The Last Thing I Ever Thought I Would Need as a Designer Would be Vaccinations and Anti-malarial Tablets.

View Larger Map So tomorrow is a ludicrously early start to Kigali, Rwanda via Brussels for research work for the Pervasive Monuments project. What started as Spomenik, now has taken on a paralell project looking at public memorialisation and technology in education in post-genocide Rwanda. On top of having been vaccinated for everything from Yellow Fever to Malaria I’ve been reading We Wish to Inform You That Tomorrow We Will be Killed With Our Families: Stories from Rwanda by Philip Gourevitch, which is nothing less than mind-blowing. If you ever think that you’ve had it rough, read this book. Being a self-styled semi-expert on the Balkan and ex-Yugoslavia, I thought I might have known a thing or two about people and the politics that divide them. That is until I started reading this.
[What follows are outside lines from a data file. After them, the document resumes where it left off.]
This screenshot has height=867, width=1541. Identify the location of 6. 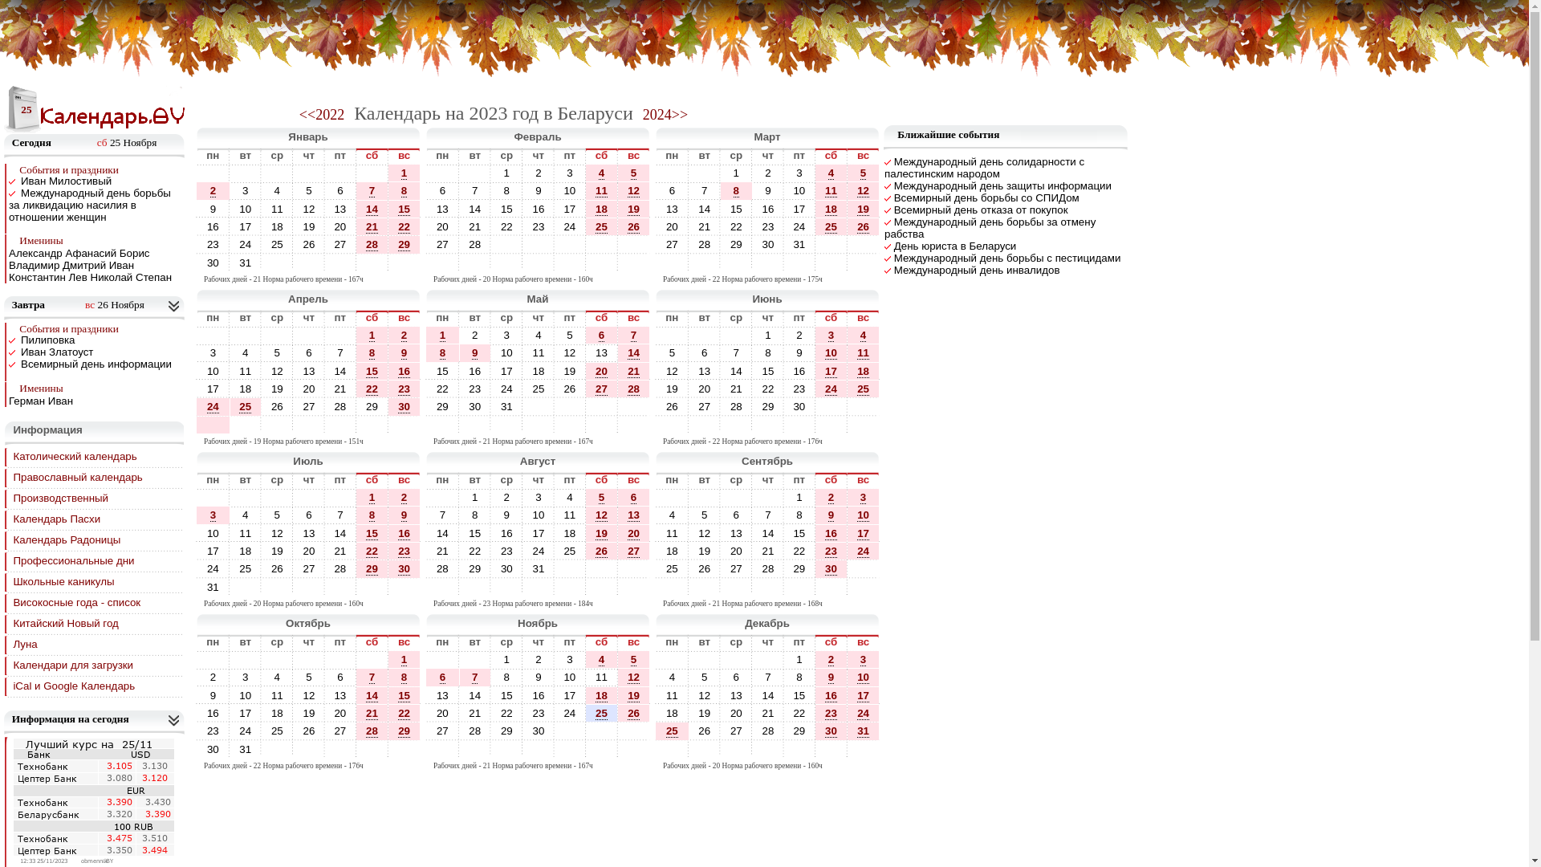
(443, 191).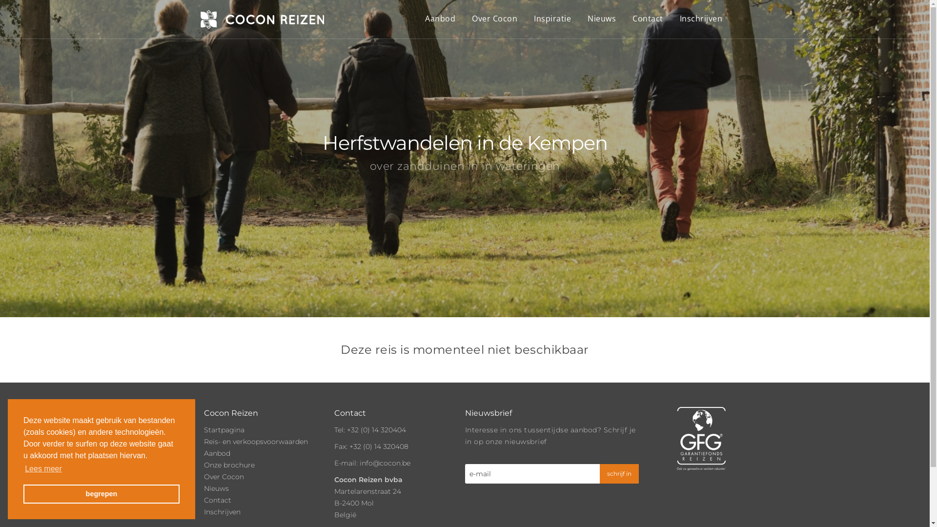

Rwanda is a fascinating and, from what I hear, a now once again lovely place trying to get back on its feet in amazing ways, from a self-styled Singapore of Africa urbanisation scheme to becoming one of the biggest data centres of Africa. Its going to be amazing seeing how they’ve dealt with what is probably the most brutal genocide of the 20th century [1. A reported 800,000 people were summarily massacred in a mere 100 days] to working on memorialising this and trying to throw themselves into the 21st century at breakneck speed at the same time.